FILE - This Feb. 19, 2014, file photo shows the Facebook app icon on an iPhone in New York. A feature rolling out Tuesday, April 5, 2016. (AP Photo/Karly Domb Sadof, File)

(CNN) — Facebook will pay you for your voice, but don’t expect to get wealthy.

The company is paying selected people to record phrases to improve its voice recognition tools. It’s asking them to record the phrase, “Hey Portal, call…” which is its camera-equipped home device, followed by saying the first name of a Facebook friend twice for 10 times. The task takes around five minutes to do.

But you won’t get Facebook CEO Mark Zuckerberg-level rich. Completing each task nets 200 points in the app and it can only be completed five times, for a total of 1,000 points. That amounts to $5 sent to the user through PayPal.

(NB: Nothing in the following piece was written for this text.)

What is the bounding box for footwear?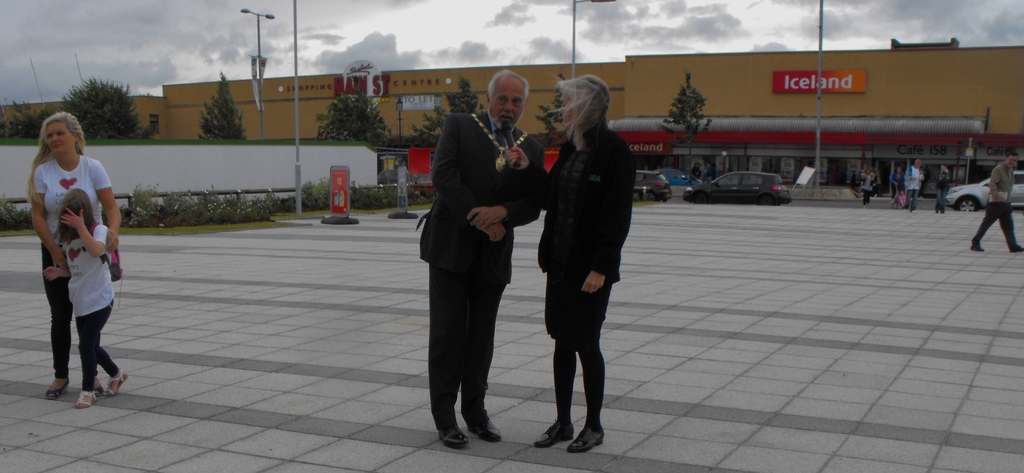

“Pronunciations” is the name of the survey and it’s accessible through Viewpoints, a separate Facebook app focused on market research. It pays people to complete surveys and tasks to improve its array of products, including WhatsApp, Oculus VR headsets and Portal.

Large tech companies have ignited controversy for how they collect and study people’s voices. Typically, companies allow themselves to do that through privacy policies and user agreements, although few people actually read all the way through those.

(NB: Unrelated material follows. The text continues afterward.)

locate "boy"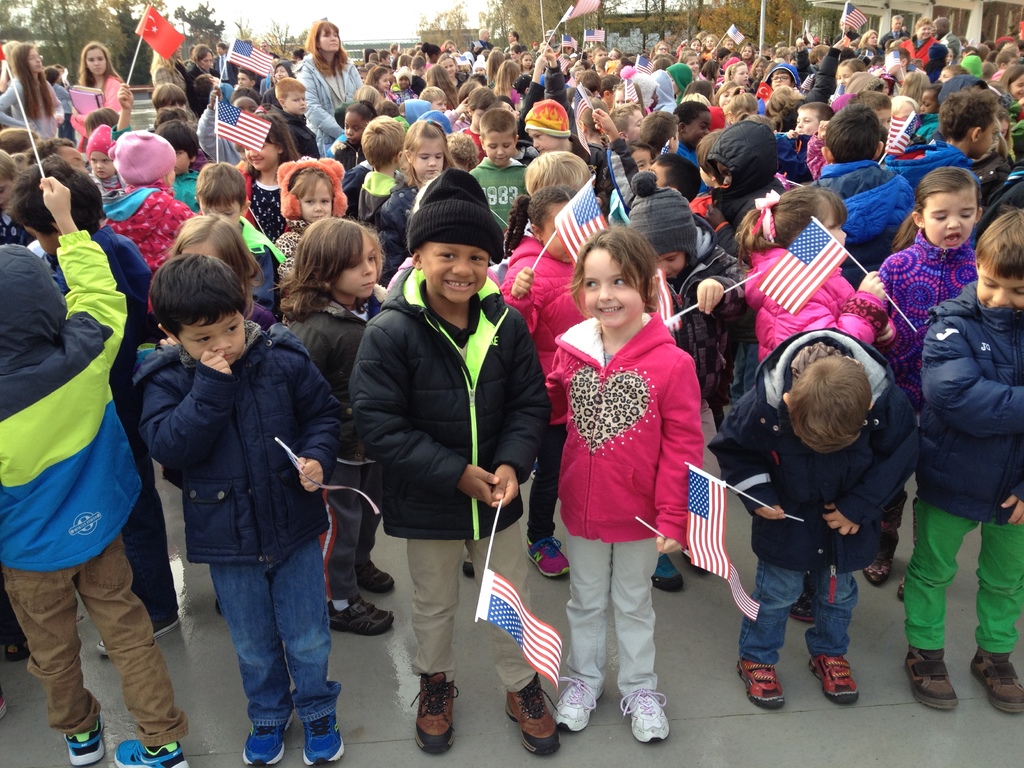
bbox(935, 65, 969, 86)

However, the voice studying has sparked blowback because researchers have found security issues have that could be exploited by hackers to eavesdrop on people without their knowledge.

Amazon employs a global team that transcribes the voice commands captured after the wake word is detected and feeds them back into the software to help improve Alexa’s grasp of human speech, the better to respond more efficiently in the future. The company said it annotates only an “extremely small number of interactions from a random set of customers” and tweaked its settings to allow people to opt out of the program.